The three main research aims are: 1) Measurement of Rb and Cs spin destruction due to Xe in the less-studied regime of low Xe partial density and low total gas density (tens of torr and below). 2) Measurement of 129Xe spin-exchange rates at low gas densities for both Rb-129Xe and Cs-129Xe in the same low-density regime as in Aim 1, where van der Waals molecules have longer lifetimes and spin-exchange times should be fast (minutes to seconds). Together, Aims 1 and 2 allow determination of the spin-exchange efficiency, the crucial figure of merit for evaluating efficient production of HP gases.
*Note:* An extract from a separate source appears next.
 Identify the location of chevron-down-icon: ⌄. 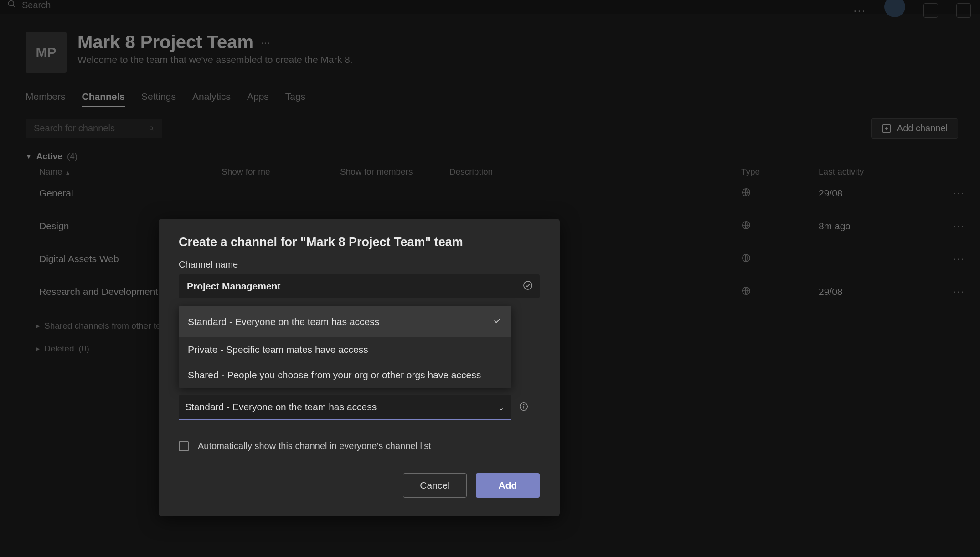
(501, 407).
The project also aims to characterize “hybrid” cells, containing both Rb and Cs, to determine whether specific vapor-pressure ratios optimize SEOP efficiency. 3) Search for direct evidence of the presence of alkali-metal nanoclusters in a SEOP polarizer, incorporate their effects into the “standard model” for hyperpolarized 129Xe production, and begin to develop strategies to eliminate them or mitigate their effects. The main experimental approach is EPR spectroscopy of the alkali-metal atoms using Faraday rotation, whereby two specific techniques have been developed: a cw “frequency locking” technique to measure the polarized 129Xe magnetic field, and a pulsed technique (analogous to pulsed NMR) to rapidly acquire the entire hyperfine spectrum.
This award reflects NSF's statutory mission and has been deemed worthy of support through evaluation using the Foundation's intellectual merit and broader impacts review criteria.